More than a year after the High Court ruled Qantas took unlawful adverse action against 1,700 of its former employees, the Federal Court has awarded one of them $100k in compensation for non-economic loss alone.
"Simple life experience" should have taught an employee not to bully and humiliate his co-worker, according to the Fair Work Commission, but a lack of evidence that he was trained in workplace policies meant his dismissal was harsh.
It was "highly inappropriate" for a worker's paid agent to pursue a general protections claim that had no prospects of success, but the Fair Work Commission says the employer's $80k legal bill appears "excessive".

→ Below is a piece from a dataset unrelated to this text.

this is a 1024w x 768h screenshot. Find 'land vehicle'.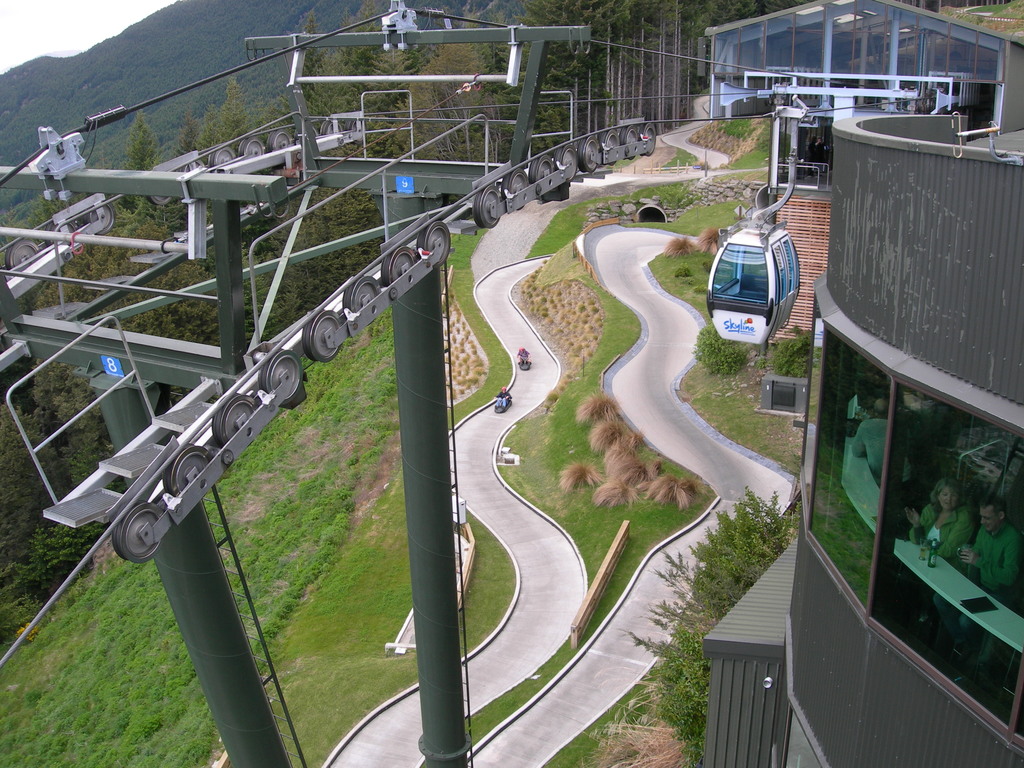
Bounding box: {"x1": 516, "y1": 353, "x2": 531, "y2": 370}.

It might have been unreasonable to make further demands of an employee who had already complied with his employer's absence notification system, but this didn't amount to bullying, the Fair Work Commission has ruled.
An employee who was only available to work on a day her employer closed its business was 'dismissed', the Fair Work Commission has ruled, allowing her general protections claim to proceed.

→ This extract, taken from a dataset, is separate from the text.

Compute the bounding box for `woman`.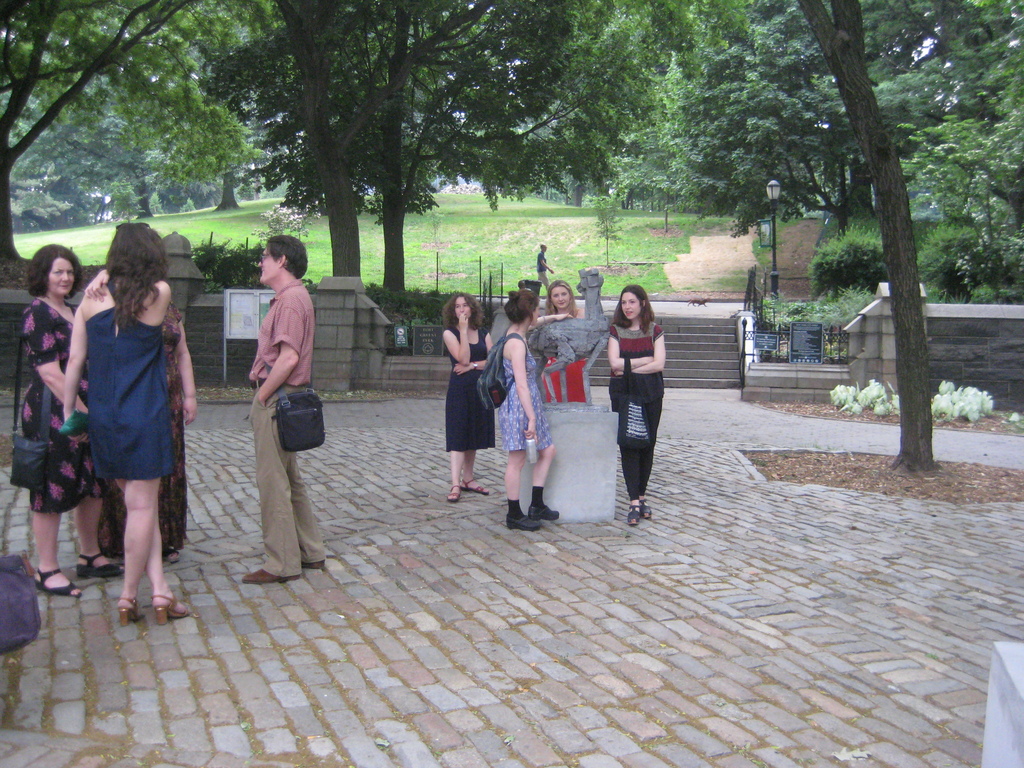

An employer was understandably offended by the suggestion it took adverse action against an employee because she disclosed she had autism, the Fair Work Commission has accepted in dismissing her claim.
A manager was not forced to resign, but rather engaged in a clear strategy of undermining his own return to work because "he wanted to be dismissed", the Fair Work Commission has ruled in rejecting his general protections claim.
An employee was not eligible to apply for stop-bullying orders regarding behaviour that occurred while she was absent and receiving workers' compensation payments, the Fair Work Commission has ruled, in a case that a lawyer says takes a surprisingly narrow view of when someone is considered "at work".
After sending an employee a text message about her "final payment", an employer couldn't argue it never meant to dismiss her, the Fair Work Commission has found.